On 10/20/06, Rajith Attapattu <[EMAIL PROTECTED]> wrote:
There is another way. We can introduce a 'replicate' method to the AbstractContext. Each context can override this and have its own replication logic. A a parent 'replicate' method may recursively call it for all the childs. So even if we want to replicate the whole context hierarchy it will be simple as calling this method from the ConfigurationContext instance (we may not want to do that always).
BTW is it possible for you to commit the code to some place (scratch?) so that we can see what areas we can help on.
Chamikara
Deepal,
Thanks for your answers, I really appreciate it.

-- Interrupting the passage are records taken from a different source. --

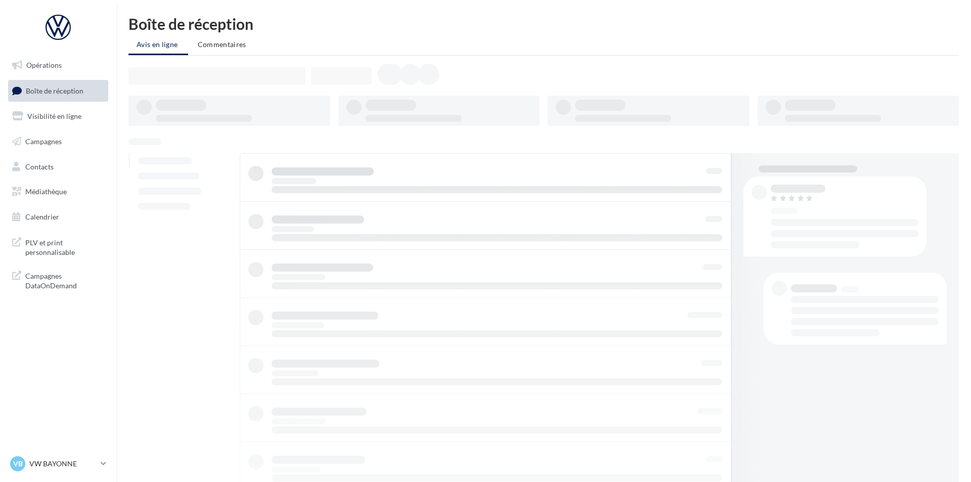  Describe the element at coordinates (65, 280) in the screenshot. I see `span: Campagnes DataOnDemand` at that location.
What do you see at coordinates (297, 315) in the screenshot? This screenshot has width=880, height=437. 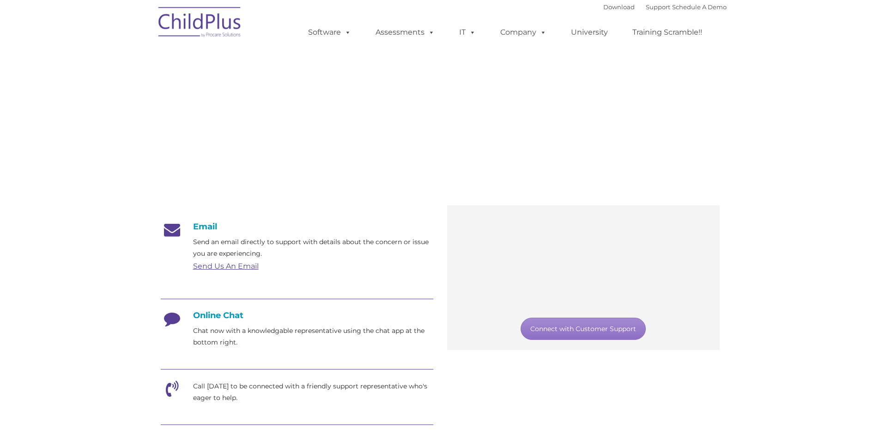 I see `h4: Online Chat` at bounding box center [297, 315].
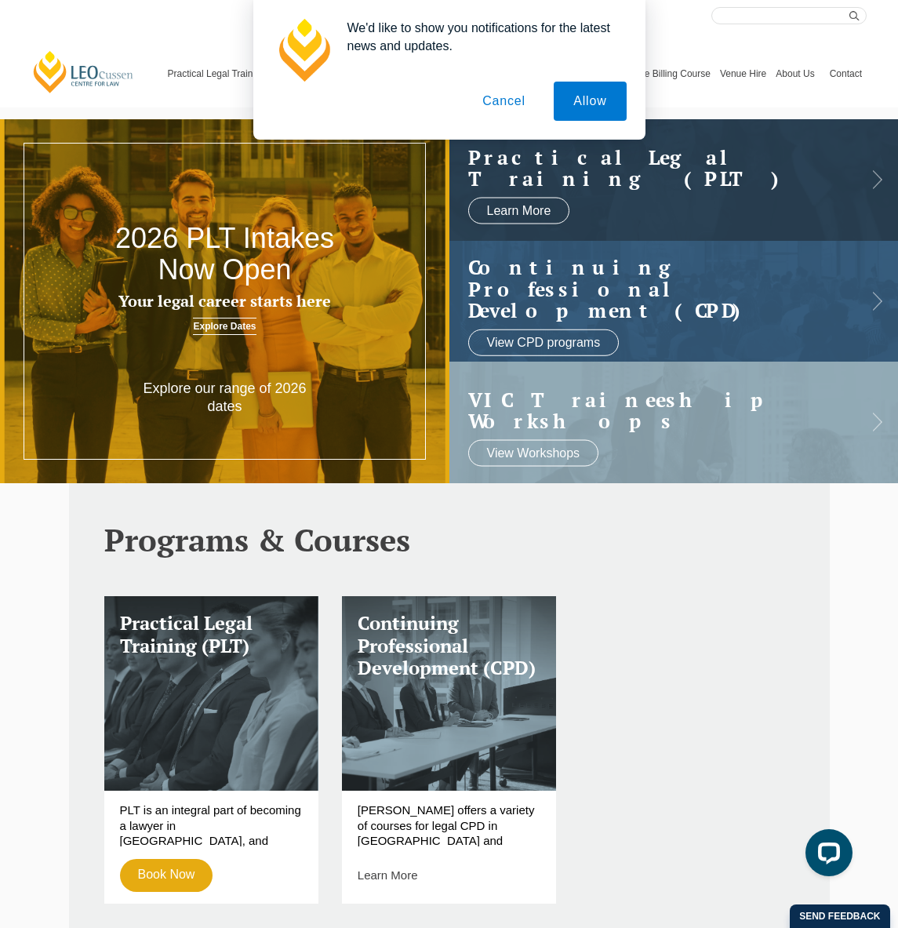 This screenshot has width=898, height=928. What do you see at coordinates (224, 326) in the screenshot?
I see `a: Explore Dates` at bounding box center [224, 326].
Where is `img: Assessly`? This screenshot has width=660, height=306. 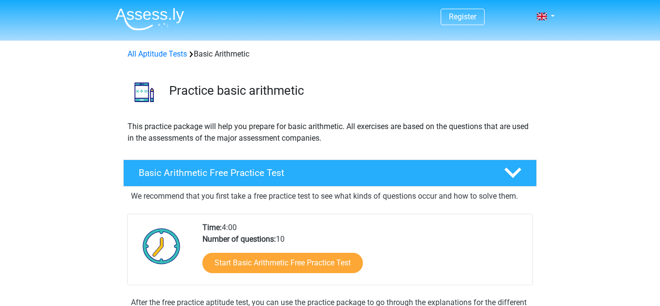
img: Assessly is located at coordinates (150, 19).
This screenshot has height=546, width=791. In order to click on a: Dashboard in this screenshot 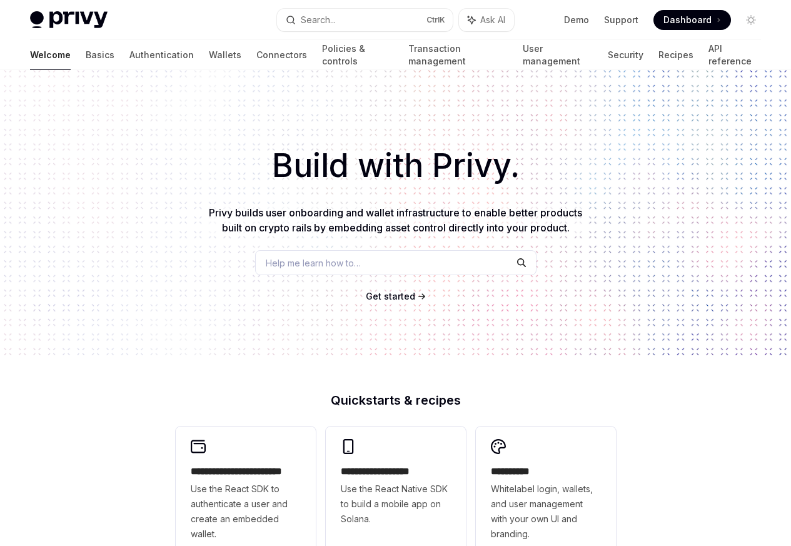, I will do `click(692, 20)`.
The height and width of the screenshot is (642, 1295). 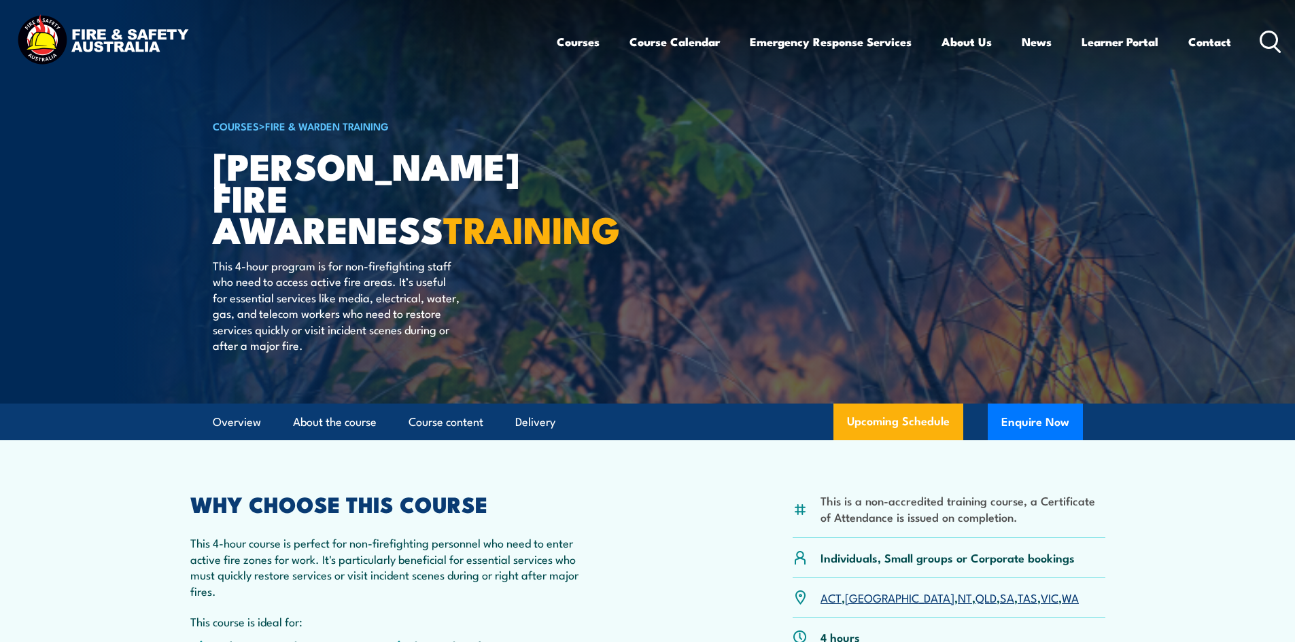 I want to click on a: News, so click(x=1036, y=41).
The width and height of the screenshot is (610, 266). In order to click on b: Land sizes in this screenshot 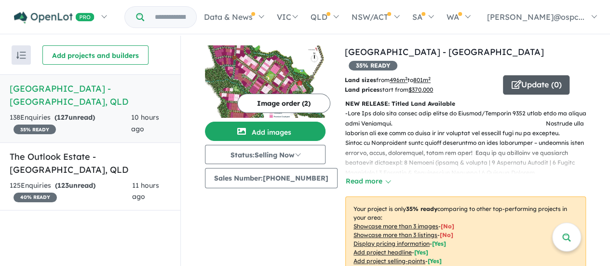, I will do `click(360, 80)`.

>There is an id associate with ServiceGroupContext , so once you have SGC
>from the you can get the service context . Then the id of the SC will be
>the name of the corresponding AxisService.
That is what I did so far, but service name is not a unique id.
However can a service by the same name can exist in a diffrent service group ???
For now I use service group id + service name as a unique key.
>>How big is the jar ?
Deepal we should not have dependency on tribes as our clustering implementation. So even if it's a samll jar we should decouple the clustering impl from the kernal.
Sanjiva also has an idea of using Richochet in the future, so we should be able to implement that without doing too much work.
>What do you mean by all over th place , as I know all of them are
> created inside instance dispatcher.Sorry if I didn't explain the point properly.
For example ServiceContext is created inside the getServiceContext() method in the ServiceGroupContext class
then ServiceGroupContext is created inside ConfigurationContext in the method fillServiceContextAndServiceGroupContext ()
What I really wanted to highlight was, not where the places we do a new XXXContext(), but rather if we wanted to control the creation through a factory class then all we have to do is to change it there. Now we have to track down all the places we do new XXXContext() if want to control the creation and we can't avoid to create new type of context, for example ReplicatedServiceContext without introducing a dependency.
What I would have liked to see is ( if possible) to hide the creation of the context behind a Factory class, so that during creation we could serve a Replicated context instead of a normal context transparently to the code.
There is another way. We can introduce a 'replicate' method to the AbstractContext. Each context can override this and have its own replication logic. A a parent 'replicate' method may recursively call it for all the childs. So even if we want to replicate the whole context hierarchy it will be simple as calling this method from the ConfigurationContext instance (we may not want to do that always).